The Bears have a history of perpetually turning something into nothing. Now they’re asking quarterback Justin Fields to turn nothing into something.
Sometimes he can, but this team is presenting him with increasingly ludicrous scenarios. The latest challenge? See if you can beat the favorite to win the Super Bowl without your top three wide receivers and top two offensive linemen.
The best Fields managed in those circumstances Saturday was to lead at halftime and get within a touchdown early in the fourth quarter. The Bills prevailed 35-13 in what was just another step in the Bears’ trudge toward a high draft pick as their losing streak dribbled to eight, matching their longest ever.
This season is now two losses away from being the second-worst in the franchise’s 103-year history.
Saturday featured exactly the situation general manager Ryan Poles needed to prevent: A game in which the Bears had so little talent on the field that it illuminated little about their future.
And even worse, it ended with Fields limping to the sideline. A Bills defender stepped on his foot as he threw incomplete on a desperate fourth-and-14 with 2:08 left, and backup Nathan Peterman finished the game.
Bears coach Matt Eberflus said Fields was “fine” and could’ve returned.
Fields also took a hard shot to his left (non-throwing) shoulder, which he separated in Week 11. While he’s been able to play through it, he said the injury has continued to bother him.
What could possibly be learned about Fields when he had no one to block for him, no one to whom he could reliably throw and no supporting cast in the ground game? He usually has to do without a credible defense to back him up, too, though that side of the ball actually played decently against the No. 4 scoring offense in the NFL.
If this is how it’s going to be, with minimal help and minimal protection, it’s mostly pointless to play Fields in the final games. It’s not accomplishing much.
Fields completed 15 of 23 passes for 119 yards and a touchdown for a 92.5 passer rating — modestly efficient, but far from prodigious. He also ran seven times for 11 yards.
But again, there’s only so much he can do alone.
“Just be him, just operate the offense [and] be the leader that he is,” Eberflus said of his expectations of Fields in this ordeal. “You’re gonna have different things go on, but he’s very resilient. He’s got a lot of grit.”
There’s a big difference between “things that go on” that are external forces and those that are the consequences of the team’s decisions.
On fourth-and-3 at the Bills’ 16-yard line early in the fourth quarter, Fields threw to backup tight end Ryan Griffin and thought he got the first down, but replay review showed he was just short.
Fields did what was needed, but it wasn’t enough. That play would’ve ended differently if he was throwing to Travis Kelce.
But without anyone of that caliber, all the Bears could do was sit back and wait for Fields to do something magical. Never happened.
They spent the last few years trying the everything-but-the-quarterback model and now have moved on to the quarterback-but-nothing-else approach.
Surprise: Neither works.
This season began with quizzical looks and head shaking about how little Poles did to supply Fields with teammates that could facilitate his development. He developed anyway.
“I don’t look at what’s around me,” he said. “As long as I do my job as best as possible, we have a chance versus anybody.”
Fields began the season with a patchwork offensive line and a wide receiver group made up of Darnell Mooney and nobody else. Poles even acknowledged his acquisitions “might not be the name[s] everyone wants to hear,” but asked everyone to trust that he and Eberflus knew what they were doing.
The Bears’ shaky offensive line was missing its two best players in right guard Teven Jenkins and left guard Cody Whitehair, and replacement right guard Michael Schofield exited with a thumb injury after their first possession. That left Dieter Eiselen, who spent most of his NFL career on the practice squad and had played just six offensive snaps, protecting the future of the franchise for a stretch before Schofield returned in the second quarter.
Fields also played with a receiver crew made up entirely of one-year free-agent rentals and beleaguered rookie Velus Jones. That’s all that was left after Mooney’s season-ending injury last month, Chase Claypool being ruled out with a knee injury and Equanimeous St. Brown remaining in the NFL’s concussion protocol.
The assumption is that the Bears will look dramatically better once Poles uses his ample salary-cap space and draft capital to fill out the roster, but that’s just an assumption. Poles is a first-time general manager, and all he has done so far is what anyone else would’ve done while trying to clean up Ryan Pace’s mess. He has no track record yet.
If he doesn’t make the necessary improvements, there will be a lot more games that look like this.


- Brief
Exclude every picture. Output verbatim the lines from the one containing "The width and height of the screenshot is (523, 371)." to the end of the data.

[Stored items]

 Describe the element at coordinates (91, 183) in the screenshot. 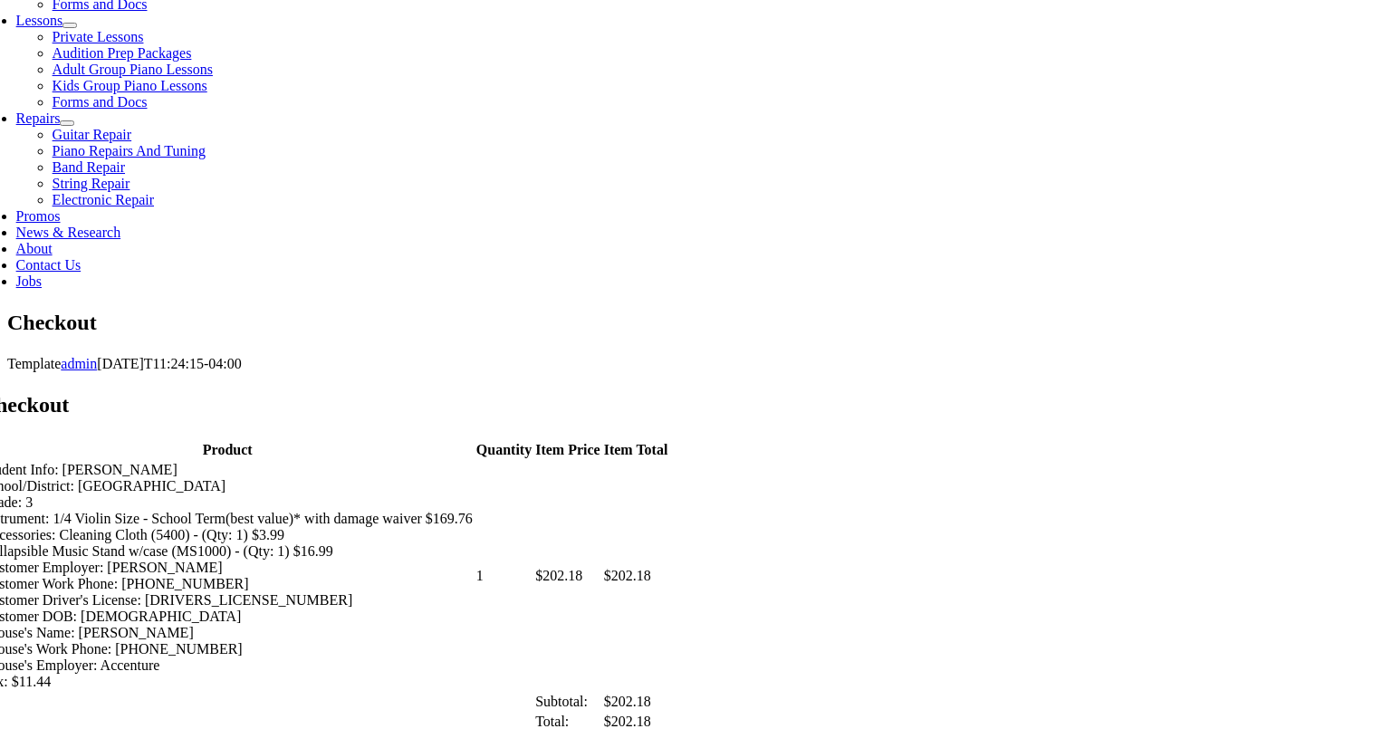

I see `a: String Repair` at that location.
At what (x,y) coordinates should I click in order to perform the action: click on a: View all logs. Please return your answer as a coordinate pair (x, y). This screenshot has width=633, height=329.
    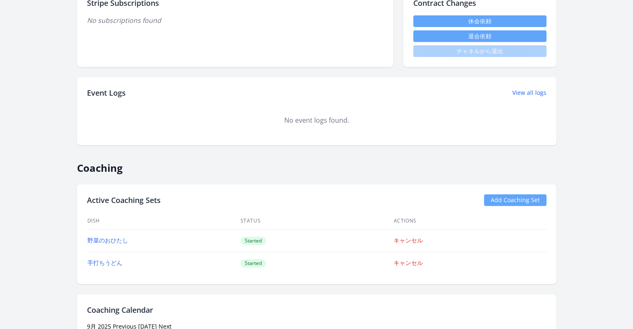
    Looking at the image, I should click on (530, 93).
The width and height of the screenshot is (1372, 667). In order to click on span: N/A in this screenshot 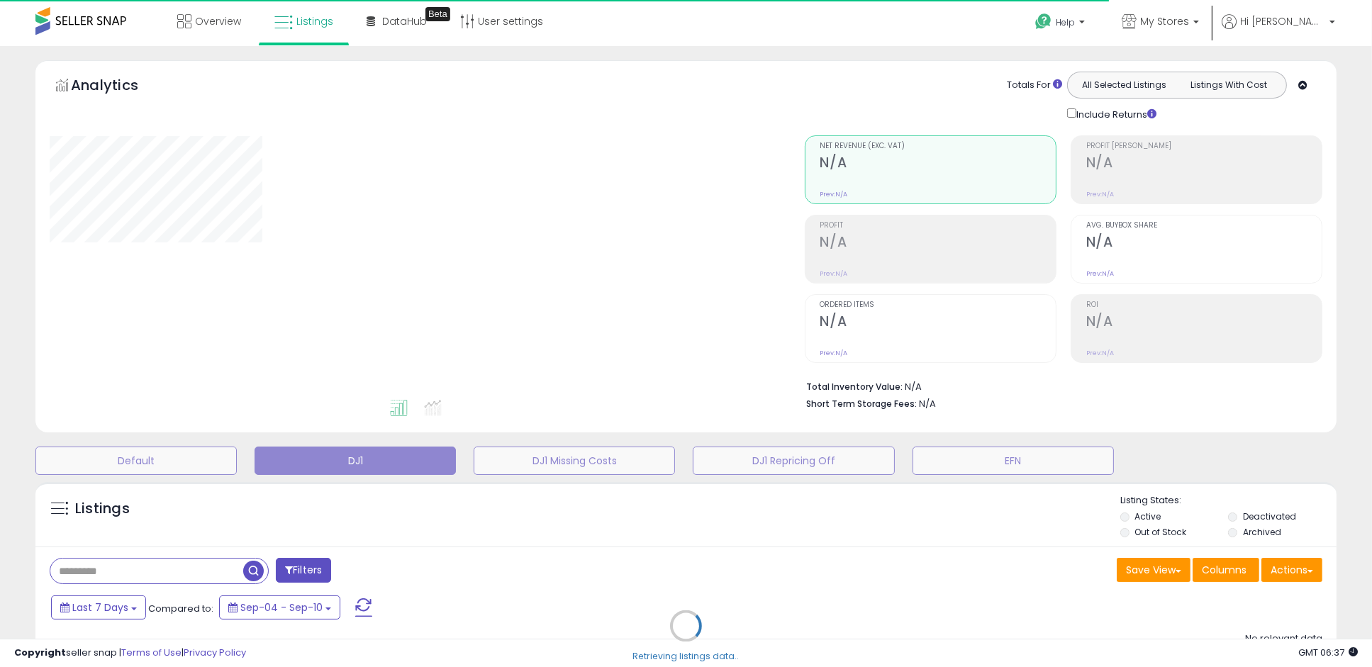, I will do `click(928, 403)`.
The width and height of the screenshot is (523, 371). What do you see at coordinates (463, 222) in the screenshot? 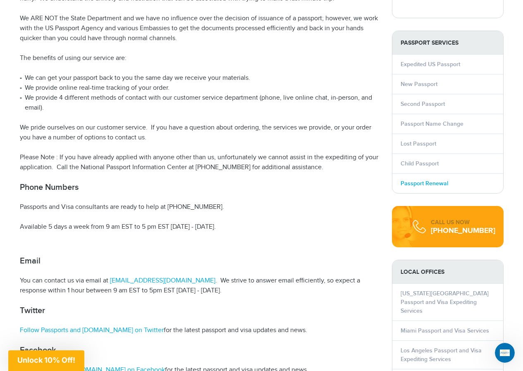
I see `div: CALL US NOW` at bounding box center [463, 222].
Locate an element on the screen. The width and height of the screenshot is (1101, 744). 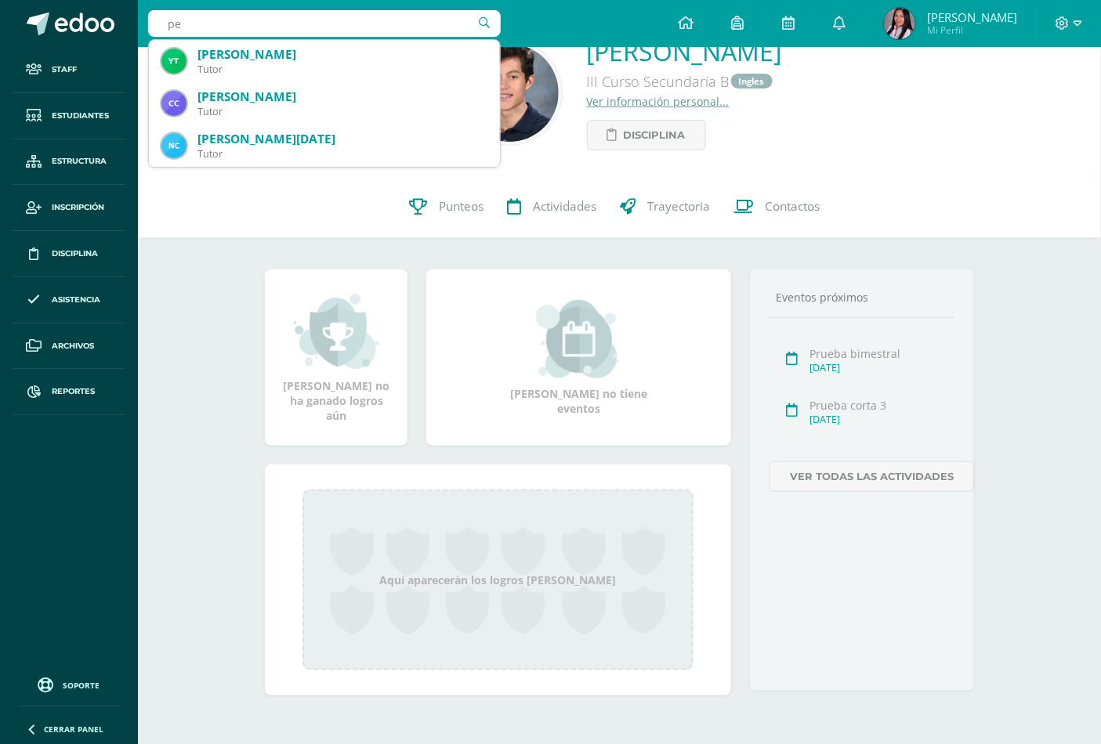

- Finished task
The width and height of the screenshot is (523, 371). What do you see at coordinates (463, 222) in the screenshot? 
I see `div: CALL US NOW` at bounding box center [463, 222].
Locate an element on the screen. The width and height of the screenshot is (1101, 744). 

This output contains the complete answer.